IQ vs. EQ: The REAL Success Story
And, how I've used emotional intelligence to build my little empire
I used to think being the smartest person in the room was a superpower... it’s actually a trap.
[Disclaimer: I NEVER consider myself the smartest person in the room]
Back in 2011, I hired a developer with a near-perfect IQ score who could code circles around anyone I’d ever met. On paper, he was the golden ticket for our business. In reality, he burned through $40k of my capital and two key internal relationships in six months because he couldn’t take a single piece of feedback without a meltdown.
The world is littered with brilliant people who are BROKE. They have the raw processing power to solve complex equations but they don’t have the stomach to handle a difficult conversation with a client or the discipline to manage their own ego when things go sideways.
IQ is your engine, but EQ is the steering wheel. If you have a massive engine and no way to steer it, you’re just going to hit the wall faster than everyone else.
Success today isn’t about how much information you can retain. Google exists for that. It’s about how you manage your ENERGY and how you influence the Relationships around you.
I’ve seen C-suite executives lose their jobs not because they weren’t capable, but because they lacked the Ability to read a room. They walked into high-stakes meetings like bulldozers and wondered why nobody wanted to follow them into battle.
Research by TalentSmart shows that EQ is the strongest predictor of performance, accounting for 58% of success in all types of jobs.
That means your technical brilliance is barely half the battle. If you aren’t working on your emotional literacy, you are leaving more than half of your potential results on the table.
Building this isn’t a “soft skill” exercise... it’s a tactical rebuild of how you operate. You have to start by Auditing your Energy. High IQ people often waste 80% of their mental bandwidth reacting to perceived slights or obsessing over being right.
You need to stop. Every time you feel that heat rise in your chest during a meeting, you are losing Money. That is the literal Price of a low EQ.
To master your ENERGY:
Identify your “Red Zone” triggers - write down the three specific things that make you lose your cool so you can see them coming.
Practice the “Six-Second Pause” before responding to any email or comment that irritates you to let your logical brain catch up.
Label the emotion - literally say “I am feeling frustrated” in your head, which moves the activity from your reactive amygdala to your frontal cortex.
The next step is the Relationship Inventory.
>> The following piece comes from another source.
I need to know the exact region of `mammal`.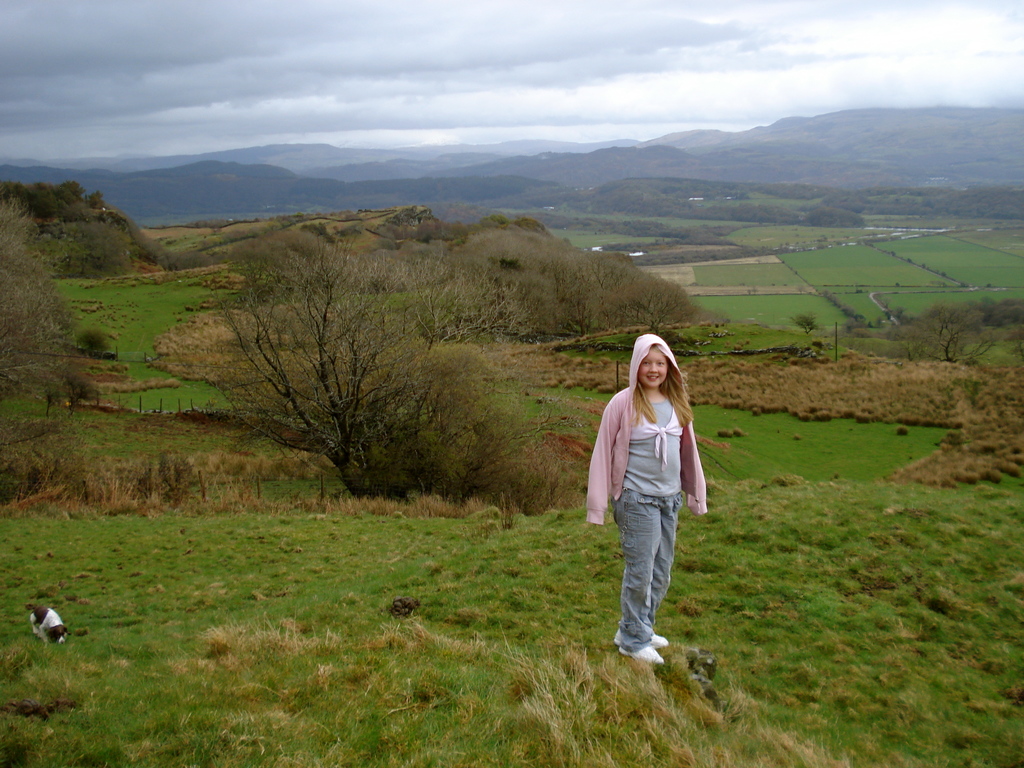
Region: box=[598, 321, 700, 648].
Look at your last five professional “failures.” If you’re honest, at least three of them happened because you couldn’t bridge the gap between your data and someone else’s emotions.
You need to spend Time practicing tactical empathy. This isn’t about being nice. It’s about gathering intelligence on what the other person actually needs so you can close the deal.
To leverage RELATIONSHIPS:
Ask “How am I being perceived right now?” mid-conversation to force yourself out of your own head and into the other person’s shoes.
Use “Mirroring” - repeat the last three words of what someone said back to them as a question to keep them talking and feeling heard.
Schedule a “Feedback Session” where you do nothing but listen to how you can improve, without defending your actions once.
Even the titans of industry had to learn this the hard way. Steve Jobs was famous for his brilliance, but his early lack of EQ famously got him kicked out of his own company.
He later admitted that “Great things in business are never done by one person. They’re done by a team of people.” When he returned to Apple, he focused on building psychological safety, proving that even a genius needs the Ability to connect to win.
To sharpen your ABILITY:
Conduct a “Post-Mortem” on your social interactions - spend five minutes after every big meeting analyzing what went well and where you missed a social cue.
Read the room before you speak - make it a rule to be the last person to talk in any group setting.
Practice “Active Silence” - consciously stop yourself from interrupting, even when you know you have the “right” answer.
You also have to fix your Ability to regulate under pressure. If a deal falls through at 6pm on a Friday and you’ve already put in 60 hours that week, your IQ won’t help you.
Your brain will tell you to quit or lash out. It takes a different kind of intelligence to stay calm, pivot, and keep your team’s morale from hitting the floor. That is the true Price of leadership.
Stop obsessing over being the “brightest” person in your circle. Start focusing on your Ability to handle rejection without losing your mind. Start spending your Time learning how to listen instead of just waiting for your turn to speak.
The market doesn’t pay you for what you know... it pays you for how you handle what you know.
Go find the hardest conversation you’ve been avoiding and have it before the sun goes down today.
Thanks for reading! D.




Love this. Being right is not the same as being effective.
Strong reminder. IQ matters, but EQ is what really drives success.